Tuesday, June 22, 2010

The Salton Sea


Walking the salt-encrusted earth I look west and hear the call of seagulls flying above. It is the golden hour and the sky is turning orange and pink and the clouds above sparkle with flecks of lavender.  I hear too grasshoppers churn through the shrubs and see little things: jack rabbits, roadrunners, and field mice scurrying to safety. An odd sensation lingers in the air. The smell of sulfur comes and goes.  The water stands as if frightened by some apparition and I think to myself, yes, that’s it. A ghostly air exists all around as if years back a nuclear accident happened. Far into the distance visions of an almost apocalyptic past are visible. Remnants of life remain scattered throughout and somehow through this devastating beauty phantoms of life teem sporadically. The sea appears like a mirage amid a desert changed over the years, but there is very little there. An hour passes and the silence becomes overwhelming when I realize I’m alone. I become the sea, lonely and abandoned.
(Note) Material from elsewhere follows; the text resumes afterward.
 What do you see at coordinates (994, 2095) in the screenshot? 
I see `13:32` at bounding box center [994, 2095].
Years passed, before I braved myself to drive the abandoned coastline and watch the sun reflect bitterly its incandescent light. The highway here has also been left desolate. Not many people drive through it anymore. The years of endless quakes and heat caked the asphalt to liken scales like the reptiles that inhabit the desert. In the distance trucks bound east drive in due diligence trudging through the miles of space. They pass quickly like rays in the distance; one moment there and another gone.

I walk past the barnacle beach and hike up a peak protruding at the edge. It seems the highest point nearby. At the very top an old wooden bench stands decrepitly. I take a moment and sit looking out onto the flat canvass. Birds fly all around and the water refuses to stir. In the distance I see the ground—moss colored where the water receded. Trees deadened with time stand skeletal like monuments of the memory that was the sea once.
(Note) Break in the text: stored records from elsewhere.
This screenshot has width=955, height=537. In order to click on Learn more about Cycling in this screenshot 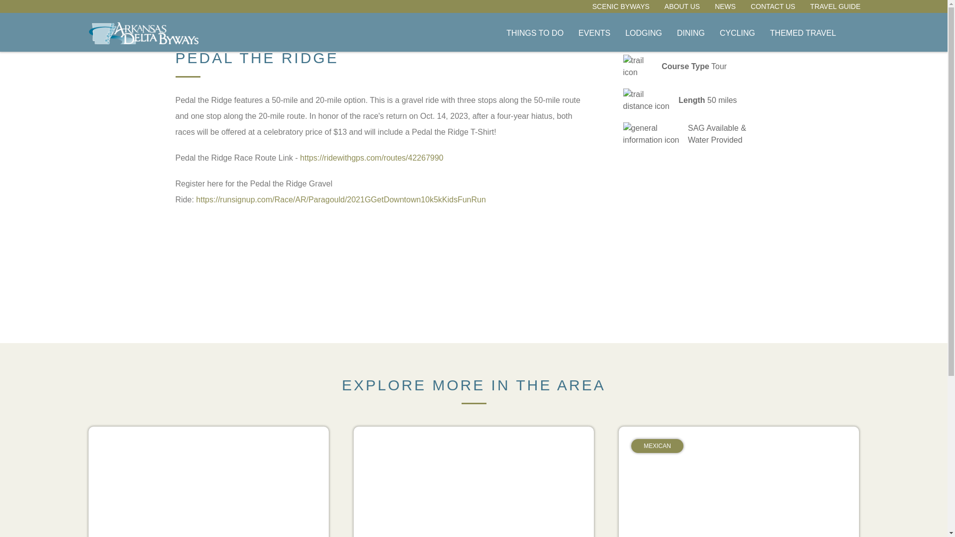, I will do `click(737, 33)`.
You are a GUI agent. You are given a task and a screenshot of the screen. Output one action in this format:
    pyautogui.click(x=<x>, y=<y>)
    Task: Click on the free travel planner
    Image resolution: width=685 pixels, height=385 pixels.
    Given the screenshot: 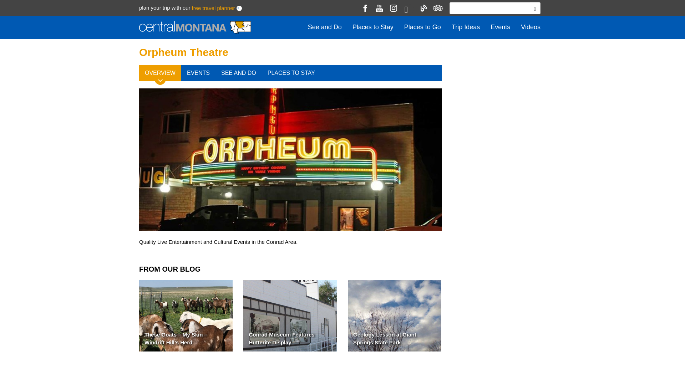 What is the action you would take?
    pyautogui.click(x=213, y=8)
    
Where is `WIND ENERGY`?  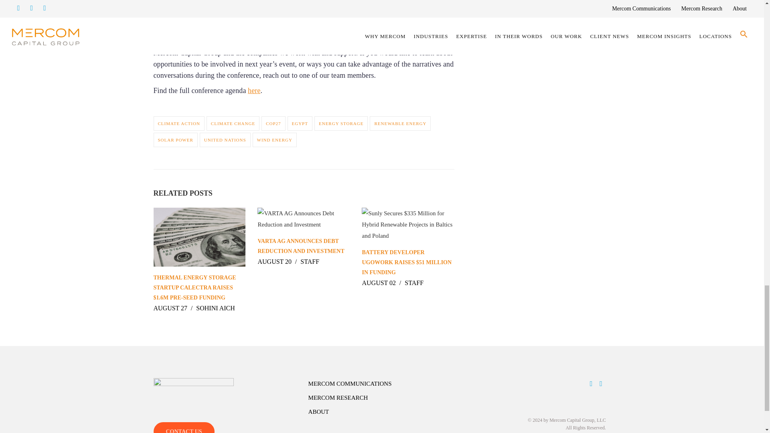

In my travels, I remember the elders recount memories of their childhood on the water, how they used to swim there once. They tell me too of the yacht club that was on the other side of the sea and how they’d have to wear boots because barnacles would cut their feet. Even in their voices a sadness looms as they remember the good times they’ve had there and at the same time look at what it’s become.
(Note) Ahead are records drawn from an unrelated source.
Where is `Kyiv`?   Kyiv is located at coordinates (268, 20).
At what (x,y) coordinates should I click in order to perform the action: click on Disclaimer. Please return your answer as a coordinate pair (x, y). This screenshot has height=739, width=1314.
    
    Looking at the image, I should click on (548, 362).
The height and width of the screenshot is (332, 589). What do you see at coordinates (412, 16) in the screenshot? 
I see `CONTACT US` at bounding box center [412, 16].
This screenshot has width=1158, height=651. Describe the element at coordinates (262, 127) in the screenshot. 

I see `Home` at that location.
On Red Hill, where the docking station once hosted visitors, an old canoe wades in the mud. The water there’s receded so much it’s become impossible to use—even if the sea were clean. There’s a totality on this side of the sea. The red clay structures and vapor rising from the geothermal plants far off, appear to have been struck my some nuclear blast. A palpable eeriness descends on my soul so I drive away to another end, but fail to be appeased.

At one of the canals that pour into the sea, I see two men fishing in the distance. It seems strange they’d be there. I park away not wishing to disturb them and at last I find myself at the very end. A dozen docks stand frozen coming out of the mud. Where fishermen once sported patiently, a row of bridges stand statuesque as remnants of a once active community and it becomes the final straw. The end of my journey is near.

Footsteps clank the hollow planks as I walk into the fading sun. It’s twilight hour and my body is spent. I’ve seen too much loneliness. I’ve seen too much abandonment. I wonder—as I drive into the distance, when I’ll return. I wonder how things have changed and how I tumble in winds of time. Night descends and I draw down my window. The air on my face is cool and for a moment I think I’m near the beach but look steadfast onward; home.